Dale held up a finger again.
“But wait. There’s more,” Dale said in the cheesy voice of a television commercial narrator. “We’ve established that Peshtigo is the worst fire in American history. But what’s the most famous fire in American history?”
“The Great Chicago Fire, of course,” Nash said. “Mrs. O’Leary’s clumsy cow and all that.”
“And from where does Ike Gallo, the firefighter-turned-arsonist we’re chasing, hail?”
“Chicago.”
Dale grinned. “Want to take a guess as to the date of the Great Chicago Fire?”
Nash paused. “No way…”
“Say it, Nash.”
“October 8, 1871.”
“That actually … is pretty fascinating,” Ventress said. Her mouth was wide open. “All those massive fires … on the same day …”
Dale’s historical find was so beguiling, it had even impressed Alberta Ventress…
“That’s right,” Nash said. “And all scattered around the Great Lakes. Dale found a few different theories for the coincidence. One of the ideas is that a meteor shower hit the region.”
Ventress shook her head with amazement. Smiled. Then caught herself. She regrouped, put the scowl back on her face, and crossed her arms.

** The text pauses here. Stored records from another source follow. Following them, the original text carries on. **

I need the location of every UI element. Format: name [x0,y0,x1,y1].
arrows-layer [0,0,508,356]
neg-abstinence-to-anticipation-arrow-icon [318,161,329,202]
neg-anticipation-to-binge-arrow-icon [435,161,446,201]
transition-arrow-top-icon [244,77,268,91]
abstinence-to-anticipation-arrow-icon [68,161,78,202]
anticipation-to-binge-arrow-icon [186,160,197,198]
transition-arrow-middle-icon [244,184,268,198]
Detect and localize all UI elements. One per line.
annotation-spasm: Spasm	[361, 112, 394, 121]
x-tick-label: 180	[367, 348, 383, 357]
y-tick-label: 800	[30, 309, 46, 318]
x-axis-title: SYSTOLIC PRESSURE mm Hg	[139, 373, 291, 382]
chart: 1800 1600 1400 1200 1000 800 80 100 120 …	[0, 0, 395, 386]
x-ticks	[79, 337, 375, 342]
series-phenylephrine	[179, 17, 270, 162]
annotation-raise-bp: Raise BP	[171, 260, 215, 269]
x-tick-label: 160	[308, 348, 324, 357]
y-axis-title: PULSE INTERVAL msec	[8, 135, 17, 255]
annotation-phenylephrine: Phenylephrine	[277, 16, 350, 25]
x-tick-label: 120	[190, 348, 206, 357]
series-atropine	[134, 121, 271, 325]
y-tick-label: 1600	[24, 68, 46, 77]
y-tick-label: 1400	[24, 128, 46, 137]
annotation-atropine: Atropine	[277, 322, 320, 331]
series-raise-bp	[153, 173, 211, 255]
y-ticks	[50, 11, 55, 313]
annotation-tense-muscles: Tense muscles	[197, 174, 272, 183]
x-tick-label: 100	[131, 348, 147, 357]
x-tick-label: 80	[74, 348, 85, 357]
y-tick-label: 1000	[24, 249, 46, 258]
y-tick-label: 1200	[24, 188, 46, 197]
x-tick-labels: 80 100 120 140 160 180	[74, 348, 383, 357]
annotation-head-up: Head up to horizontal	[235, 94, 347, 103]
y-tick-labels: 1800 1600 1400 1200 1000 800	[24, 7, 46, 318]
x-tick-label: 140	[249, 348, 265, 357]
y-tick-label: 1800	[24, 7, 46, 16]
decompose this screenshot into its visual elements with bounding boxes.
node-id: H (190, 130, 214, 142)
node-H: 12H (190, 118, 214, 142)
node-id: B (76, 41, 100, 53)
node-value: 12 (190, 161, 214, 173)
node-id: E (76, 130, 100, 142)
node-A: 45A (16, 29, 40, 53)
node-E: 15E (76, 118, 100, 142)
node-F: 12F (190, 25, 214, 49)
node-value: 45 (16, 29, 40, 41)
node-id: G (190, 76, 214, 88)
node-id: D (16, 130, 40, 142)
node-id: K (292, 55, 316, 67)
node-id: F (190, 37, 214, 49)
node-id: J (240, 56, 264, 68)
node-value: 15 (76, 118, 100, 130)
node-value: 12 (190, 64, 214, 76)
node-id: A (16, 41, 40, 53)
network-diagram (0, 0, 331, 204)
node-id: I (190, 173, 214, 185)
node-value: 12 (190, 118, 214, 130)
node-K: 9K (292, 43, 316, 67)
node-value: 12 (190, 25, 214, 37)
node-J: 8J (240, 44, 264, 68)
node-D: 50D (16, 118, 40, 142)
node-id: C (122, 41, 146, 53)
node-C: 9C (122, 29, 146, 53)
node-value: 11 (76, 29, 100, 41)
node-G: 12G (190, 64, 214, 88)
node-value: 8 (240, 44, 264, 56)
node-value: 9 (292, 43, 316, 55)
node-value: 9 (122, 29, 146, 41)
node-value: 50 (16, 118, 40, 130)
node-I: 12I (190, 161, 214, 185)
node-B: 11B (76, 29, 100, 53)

“That was Dale in his element,” Nash said. “Stitching together pieces of historical intrigue. That’s how I know him—a smile on his face and a
smartass comment coming out of his mouth. Not like when I last saw him. In the rain.”
“What was different?” Ventress said.
Nash’s mind flashed back to the hospital. Rain washing over Dale’s cheeks. The steely expression, the dark eyes. The gun.

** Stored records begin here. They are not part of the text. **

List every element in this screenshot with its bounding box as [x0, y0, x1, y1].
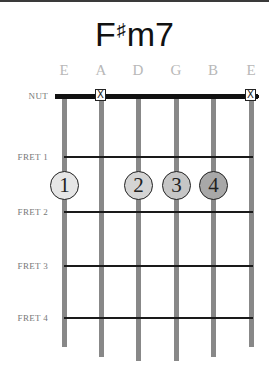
- fret-line-3: [64, 265, 253, 267]
- mute-x-icon-high-e-string: X: [245, 89, 256, 101]
- mute-x-icon-a-string: X: [95, 89, 106, 101]
- string-label-g: G: [166, 62, 186, 79]
- finger-dot-1: 1: [50, 171, 79, 200]
- fret-2-label: FRET 2: [4, 207, 48, 217]
- nut-label: NUT: [4, 91, 48, 101]
- chord-quality: m7: [127, 15, 174, 53]
- string-label-low-e: E: [54, 62, 74, 79]
- fret-line-4: [64, 317, 253, 319]
- string-high-e: [249, 98, 254, 347]
- fret-line-1: [64, 156, 253, 158]
- string-d: [136, 98, 141, 361]
- chord-root: F: [95, 15, 116, 53]
- fret-4-label: FRET 4: [4, 313, 48, 323]
- nut-bar: [55, 94, 258, 99]
- finger-dot-4: 4: [199, 171, 228, 200]
- top-border: [0, 0, 269, 2]
- string-label-a: A: [91, 62, 111, 79]
- finger-dot-2: 2: [124, 171, 153, 200]
- string-low-e: [62, 98, 67, 347]
- string-label-d: D: [128, 62, 148, 79]
- sharp-accidental: ♯: [117, 20, 126, 40]
- string-g: [174, 98, 179, 361]
- fret-3-label: FRET 3: [4, 261, 48, 271]
- string-label-b: B: [203, 62, 223, 79]
- fret-1-label: FRET 1: [4, 152, 48, 162]
- finger-dot-3: 3: [162, 171, 191, 200]
- chord-title: F♯m7: [0, 14, 269, 54]
- string-label-high-e: E: [241, 62, 261, 79]
- fret-line-2: [64, 211, 253, 213]
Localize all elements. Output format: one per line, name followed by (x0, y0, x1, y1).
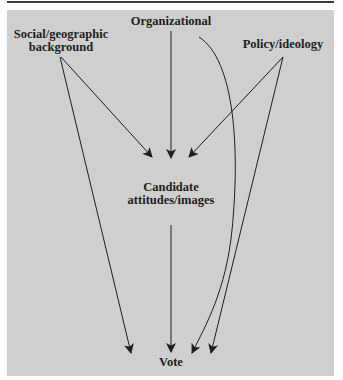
edge-social-to-candidate (61, 57, 152, 157)
node-social-line2: background (14, 41, 108, 54)
node-candidate-attitudes-images: Candidate attitudes/images (128, 181, 215, 207)
node-vote-label: Vote (159, 355, 183, 369)
node-organizational: Organizational (131, 15, 212, 28)
edge-policy-to-candidate (189, 57, 283, 157)
node-organizational-label: Organizational (131, 14, 212, 28)
node-social-geographic-background: Social/geographic background (14, 28, 108, 54)
node-vote: Vote (159, 356, 183, 369)
node-candidate-line2: attitudes/images (128, 194, 215, 207)
edge-social-to-vote (60, 57, 131, 353)
node-policy-ideology: Policy/ideology (243, 38, 324, 51)
node-policy-label: Policy/ideology (243, 37, 324, 51)
edge-policy-to-vote (211, 57, 283, 353)
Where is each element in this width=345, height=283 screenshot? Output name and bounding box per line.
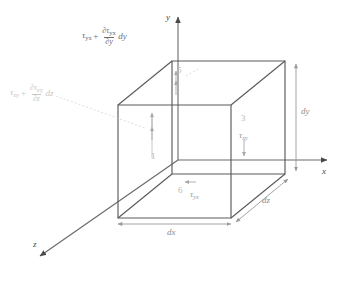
eq1-base: τyx — [82, 31, 92, 42]
equation-tau-yx-increment: τyx + ∂τyx ∂y dy — [82, 27, 127, 46]
dy-label: dy — [301, 107, 310, 116]
face-3-stress-label: τxy — [239, 131, 248, 142]
face-6-tau-subscript: yx — [193, 193, 199, 200]
face-3-number: 3 — [241, 114, 246, 123]
tau-zy-leader — [56, 96, 145, 128]
cube-edge-tl — [118, 61, 172, 105]
cube-edge-tr — [231, 61, 285, 105]
cube-edge-br — [231, 174, 285, 218]
eq1-differential: dy — [118, 32, 127, 41]
face-5-number: 5 — [177, 66, 182, 75]
face-3-tau-subscript: xy — [242, 134, 248, 141]
eq2-fraction: ∂τzy ∂z — [29, 84, 44, 103]
z-axis-line — [40, 160, 178, 256]
axis-group — [40, 17, 327, 256]
equation-tau-zy-increment: τzy + ∂τzy ∂z dz — [10, 84, 53, 103]
y-axis-label: y — [166, 13, 170, 22]
figure-canvas: τyx + ∂τyx ∂y dy τzy + ∂τzy ∂z dz y x z … — [0, 0, 345, 283]
z-axis-label: z — [33, 240, 37, 249]
eq1-operator: + — [93, 32, 98, 41]
face-6-number: 6 — [178, 186, 183, 195]
eq2-operator: + — [21, 89, 26, 98]
eq2-denominator: ∂z — [32, 94, 41, 103]
dx-label: dx — [167, 228, 176, 237]
eq2-numerator: ∂τzy — [29, 84, 44, 94]
eq1-fraction: ∂τyx ∂y — [101, 27, 116, 46]
x-axis-label: x — [322, 167, 326, 176]
eq2-differential: dz — [45, 89, 53, 98]
cube-wireframe — [118, 61, 285, 218]
face-1-number: 1 — [151, 152, 156, 161]
stress-element-svg — [0, 0, 345, 283]
dz-label: dz — [262, 196, 270, 205]
eq2-base: τzy — [10, 88, 19, 99]
face-5-leader — [186, 68, 200, 76]
face-6-stress-label: τyx — [190, 190, 199, 201]
cube-back-face — [172, 61, 285, 174]
eq1-denominator: ∂y — [104, 37, 114, 46]
stress-arrows — [152, 71, 244, 182]
eq1-numerator: ∂τyx — [101, 27, 116, 37]
cube-front-face — [118, 105, 231, 218]
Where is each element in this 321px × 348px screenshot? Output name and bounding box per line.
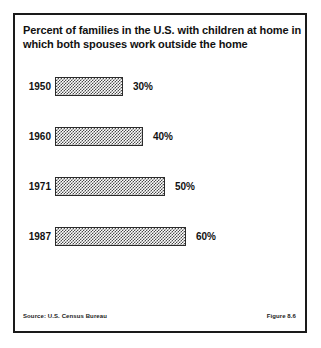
bar-shape	[55, 127, 143, 146]
bar-chart-plot-area: 1950 30% 1960 40% 1971 50% 1987 60%	[15, 77, 305, 262]
bar-value-label: 30%	[133, 77, 153, 97]
bar-shape	[55, 227, 186, 246]
bar-category-label: 1971	[15, 177, 51, 197]
bar-value-label: 60%	[196, 227, 216, 247]
bar-value-label: 50%	[175, 177, 195, 197]
bar-category-label: 1987	[15, 227, 51, 247]
bar-shape	[55, 77, 123, 96]
bar-row: 1987 60%	[15, 227, 305, 247]
bar-category-label: 1960	[15, 127, 51, 147]
figure-frame: Percent of families in the U.S. with chi…	[13, 13, 307, 333]
bar-row: 1950 30%	[15, 77, 305, 97]
bar-row: 1960 40%	[15, 127, 305, 147]
bar-row: 1971 50%	[15, 177, 305, 197]
chart-title: Percent of families in the U.S. with chi…	[23, 23, 297, 51]
source-note: Source: U.S. Census Bureau	[23, 313, 107, 319]
chart-title-line-2: which both spouses work outside the home	[23, 37, 297, 51]
figure-number-label: Figure 8.6	[267, 313, 296, 319]
bar-shape	[55, 177, 165, 196]
bar-category-label: 1950	[15, 77, 51, 97]
chart-title-line-1: Percent of families in the U.S. with chi…	[23, 23, 297, 37]
bar-value-label: 40%	[153, 127, 173, 147]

“There was … so much darkness in his face. But I supposed that’ll happen when nothing’s going your way. Dale’s used to winning. He’s used to catching the bad guy.”
“What about Ike Gallo? Your bad guy in Chicago.”
“He was a Chicago firefighter, and his wife, Tricia, was the fire commissioner’s daughter. He’d always felt inferior, being a lowly firefighter, and when he got sacked, he was convinced it was his father-in-law’s doing. So he starts fires all around the Great Lakes, replicating the fires of October 8, 1871. Trying to make it look like Tricia’s dad had done it. The last piece was going to be Chicago, the city Tricia’s dad was sworn to protect. He was going to burn it like the Great Fire. We’d already found him out by then, so no one was ever going to think that Tricia’s father did it. But Ike thought he could still humiliate the man.”
“And, of course, you stopped him.”
“Indeed.”
“And that’s how Conley found you out in Chicago, as I understand it. Right after you two caught the bad guy.”
Chapter Eighteen
The misty air surrounding Chicago’s Buckingham Fountain felt cool, refreshing against Dale’s skin. The water show was in full swing, and in addition to the spray it was creating, there was also the thunderous, booming sounds of the jets of water. Dale caught a glimpse of the center jet shooting way up above him, 150 feet in the air. It was a stunning display and one that Dale would love to witness had he not been chasing an arsonist.